You don't need to chase the water heritage as a checklist — it's better absorbed as you walk. The Lechviertel, the old craftsmen's quarter east of the centre near the Fuggerei, is the most atmospheric place to feel it, with canals running alongside the cobbled lanes and the sound of water following you between the houses. It's the detail that lifts Augsburg from 'a fine Renaissance town' to somewhere genuinely distinctive, and a good reason to leave the main square and wander the quieter eastern streets.

Eating, drinking and the practical small print

Augsburg eats with a Swabian accent, which is worth seeking out: the regional speciality is Spätzle and its cheese-laden cousin Kässpatzen, soft egg noodles that make a perfect lunch, alongside the Bavarian classics you'll already know from Munich. The Old Town has plenty of traditional inns, modern cafés and beer gardens, and the city's own breweries pour the local Helles. As ever with anything price- or hours-related, confirm details locally, as they change.

A few practical notes round out the day. The centre is walkable, but Augsburg's tram network is genuinely useful if you want to save your legs between the station, the Rathausplatz and the eastern Old Town. Like Munich, it's largely a cash-and-card city, though some smaller cafés prefer cash, so carry a little. The Golden Hall, the Fuggerei and the churches each keep their own hours and may close on certain days, so check before you build the day around a specific interior. And as always, confirm the volatile details — opening hours, admission prices, the train timetable — on official sources close to your travel date.
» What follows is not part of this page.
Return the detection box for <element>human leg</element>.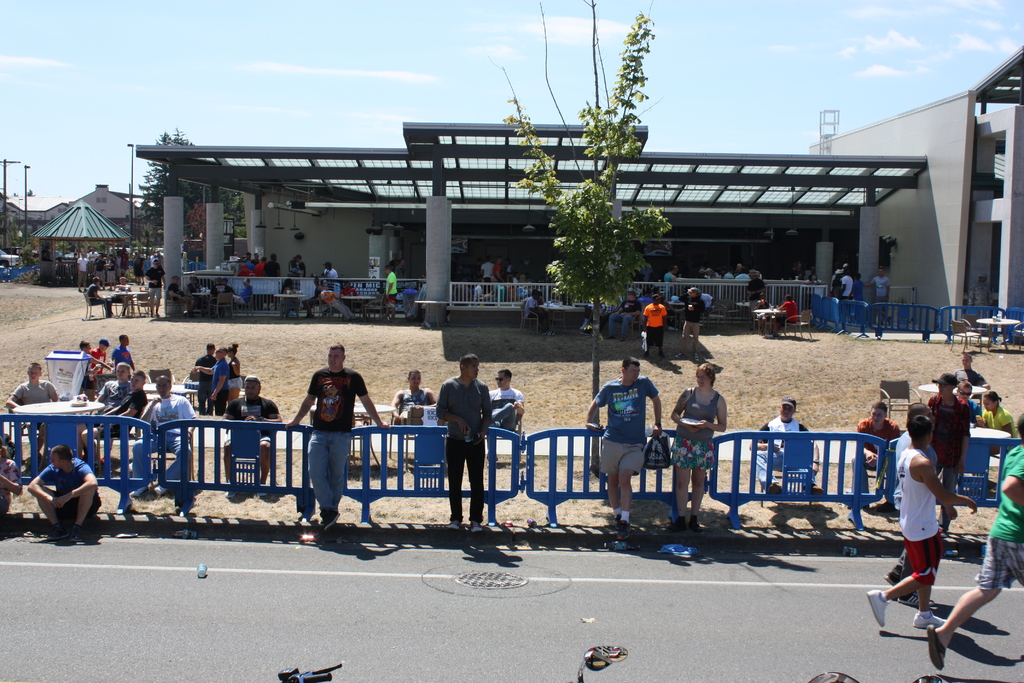
(605, 313, 622, 339).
  • Eat: Swabian Spätzle and Kässpatzen, alongside the familiar Bavarian classics.
  • Drink: local Augsburg breweries' Helles in a beer garden or traditional inn.
  • The centre is walkable, but the tram network is handy between station and Old Town.
  • Cards widely taken, but carry some cash for smaller cafés.
  • Check the Golden Hall, Fuggerei and church hours, and confirm the train timetable, before you travel.

At a glance

A quick planning reference for a Munich-to-Augsburg day. All times, fares and hours shift with the season and the timetable — confirm the specifics on the official sites below before you travel.

  • Distance/time: roughly 30–45 minutes each way by train — the closest big-city day trip (verify).
  • Frequency: very frequent direct services through the day (verify).
  • Tickets: fast intercity for speed, or a regional train on the Bayern-Ticket for value.
  • Time needed: a relaxed full day; an easy late start thanks to the short journey.
  • Don't miss: the Fuggerei, the Golden Hall, the Maximilianstraße fountains, the Lechviertel canals.
  • A calm, under-the-radar alternative to the busier castle and market day trips.
Guide notes· Last reviewed

We keep big-picture advice stable (routes, neighborhoods, pacing). For time-sensitive details like opening hours or ticket rules, double-check official sources close to your travel dates.